Work instruction
Reproduce the records that follow without alteration, apart from removing the pictures.

Material for this exercise

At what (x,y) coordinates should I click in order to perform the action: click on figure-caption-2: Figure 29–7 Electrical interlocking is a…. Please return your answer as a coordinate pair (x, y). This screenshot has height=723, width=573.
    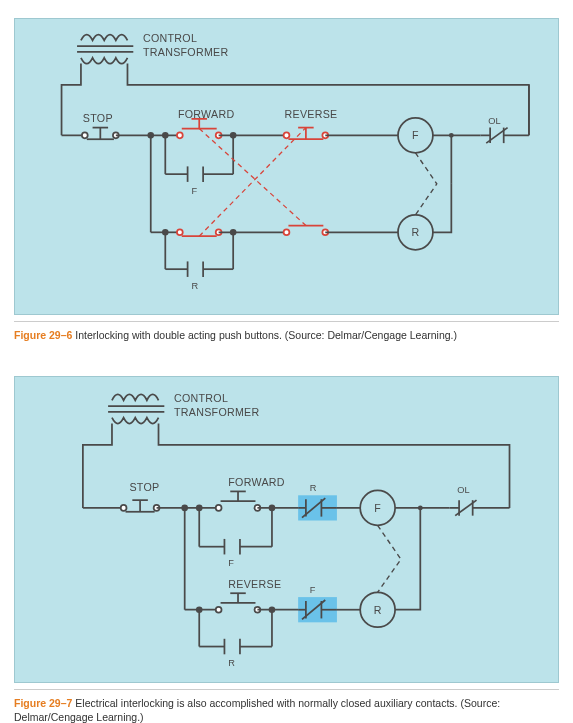
    Looking at the image, I should click on (286, 706).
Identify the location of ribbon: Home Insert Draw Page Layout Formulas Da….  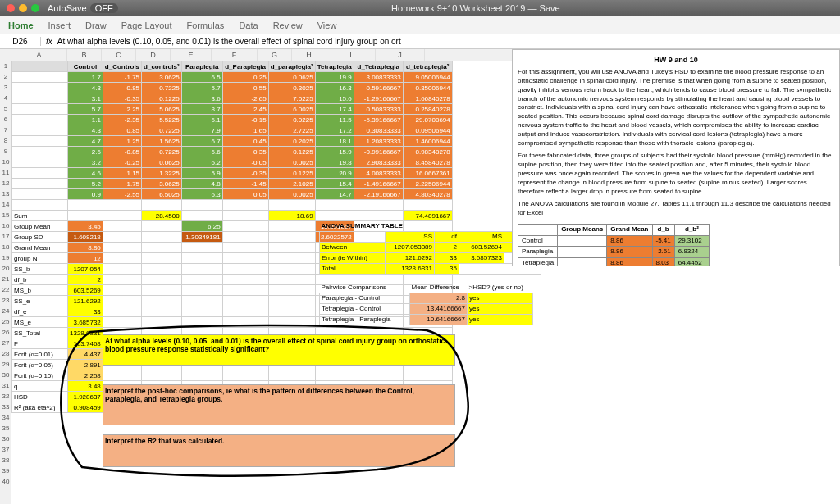
(420, 25).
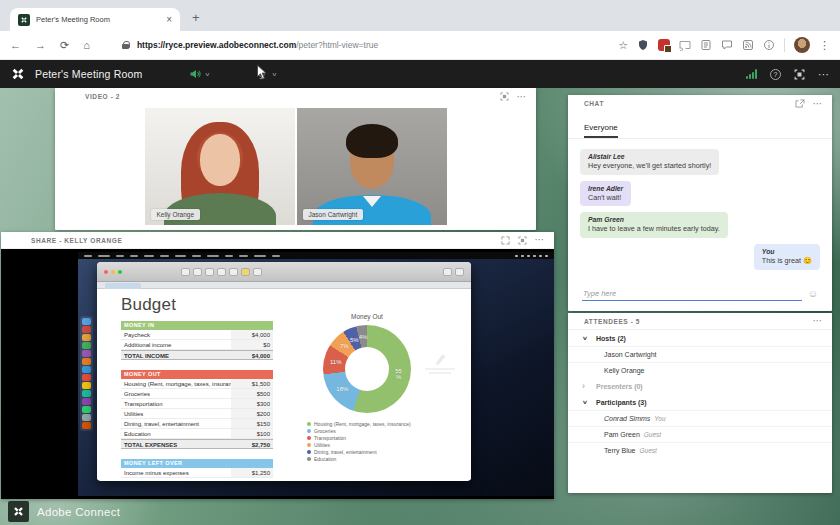 The height and width of the screenshot is (525, 840). I want to click on fullscreen-icon, so click(800, 74).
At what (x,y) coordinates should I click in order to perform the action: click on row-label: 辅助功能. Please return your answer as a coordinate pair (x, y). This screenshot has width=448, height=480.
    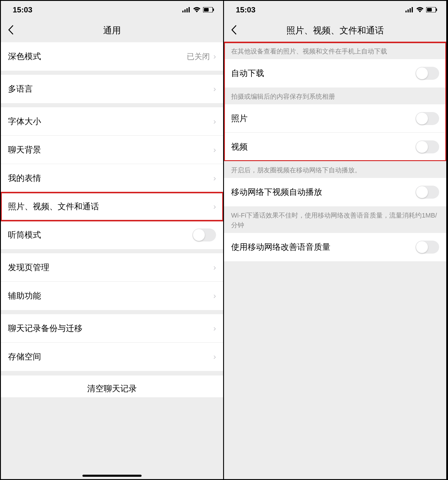
    Looking at the image, I should click on (25, 296).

Response box
At what (x,y) coordinates should I click in order to perform the action: click on figure-caption-2: Figure 29–7 Electrical interlocking is a…. Please return your answer as a coordinate pair (x, y). This screenshot has height=723, width=573.
    Looking at the image, I should click on (286, 706).
Identify the location of ribbon: Home Insert Draw Page Layout Formulas Da….  
(420, 25).
 The height and width of the screenshot is (525, 840). I want to click on fullscreen-icon, so click(800, 74).
At what (x,y) coordinates should I click in order to perform the action: click on row-label: 辅助功能. Please return your answer as a coordinate pair (x, y). This screenshot has width=448, height=480.
    Looking at the image, I should click on (25, 296).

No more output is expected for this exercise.